Dr. Jay Yu | VP of Product and Innovation

Dr. Jay Yu is the VP of Product and Innovation at TigerGraph, responsible for driving product strategy and roadmap, as well as fostering innovation in graph database engine and graph solutions. He is a proven hands-on full-stack innovator, strategic thinker, leader, and evangelist for new technology and product, with 25+ years of industry experience ranging from highly scalable distributed database engine company (Teradata), B2B e-commerce services startup, to consumer-facing financial applications company (Intuit). He received his PhD from the University of Wisconsin - Madison, where he specialized in large scale parallel database systems

Smiling man with short dark hair wearing a black collared shirt against a light gray background.

Todd Blaschka | COO

Todd Blaschka is a veteran in the enterprise software industry.
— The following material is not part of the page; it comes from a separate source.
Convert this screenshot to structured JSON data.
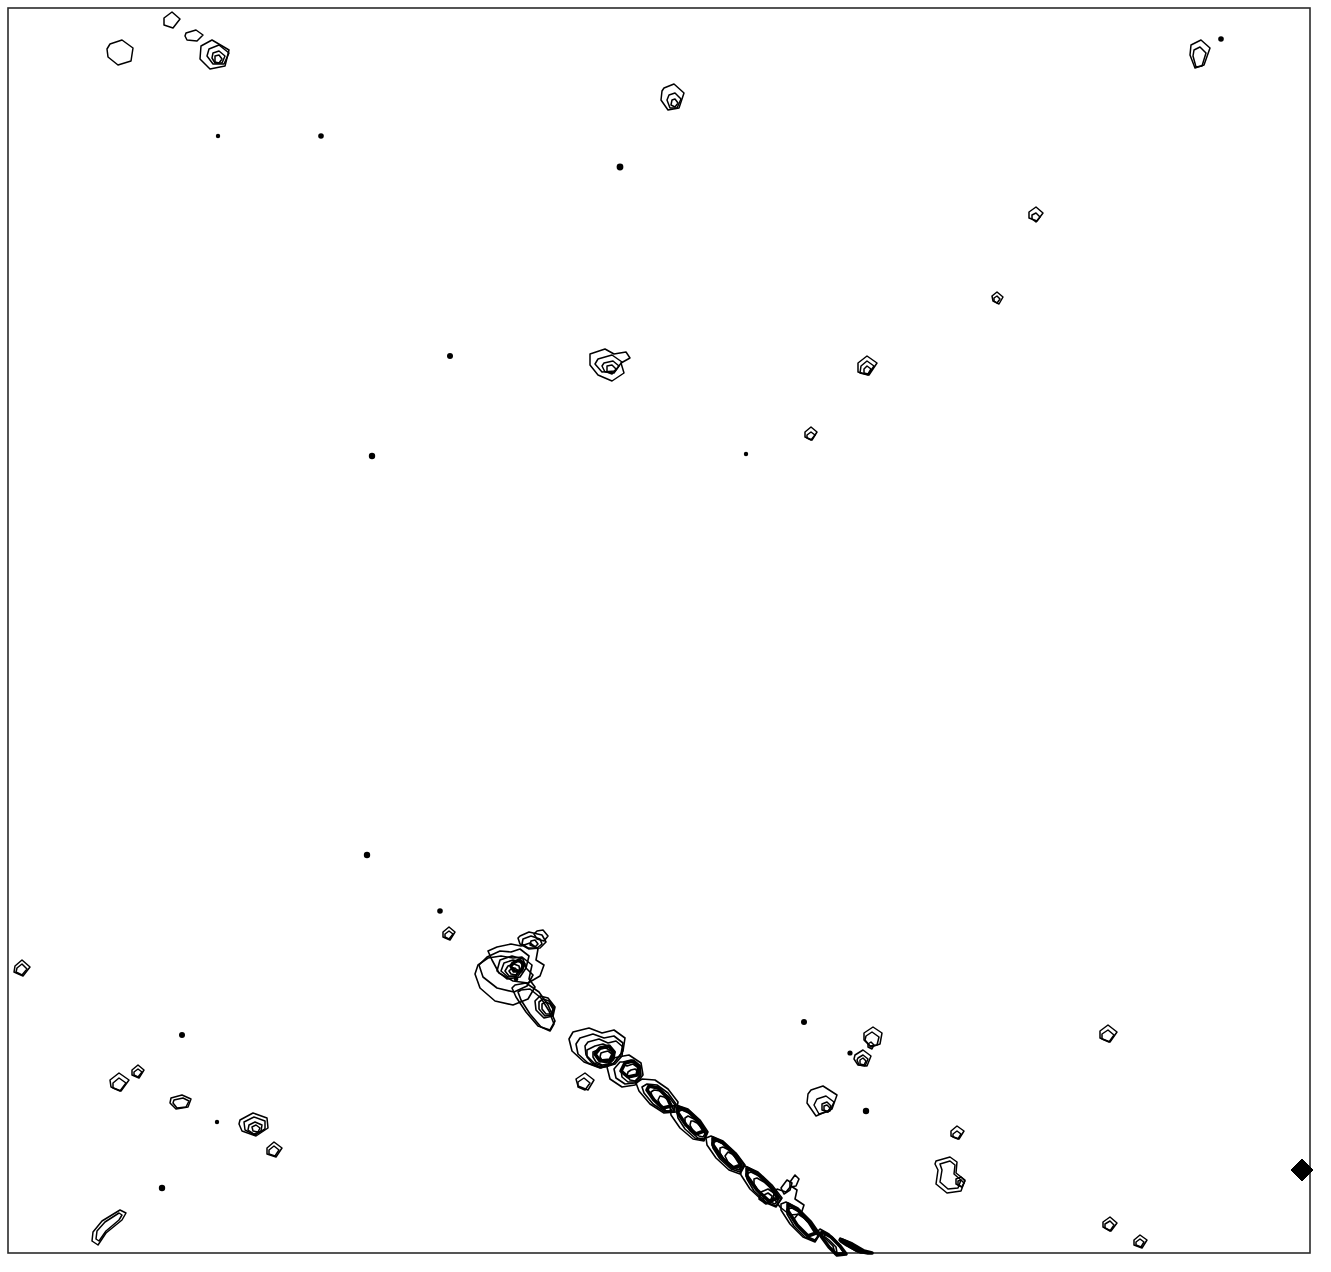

He is passionate about creating entirely new segments in data, analytics and AI, with the distinction of establishing graph analytics as a Gartner Top 10 Data & Analytics trend two years in a row. By fervently focusing on critical industry and customer challenges, the companies under Todd's leadership have delivered significant quantifiable results to the largest brands in the world through channel and solution sales approach. Prior to TigerGraph, Todd led go to market and customer experience functions at Clustrix (acquired by MariaDB), Dataguise and IBM.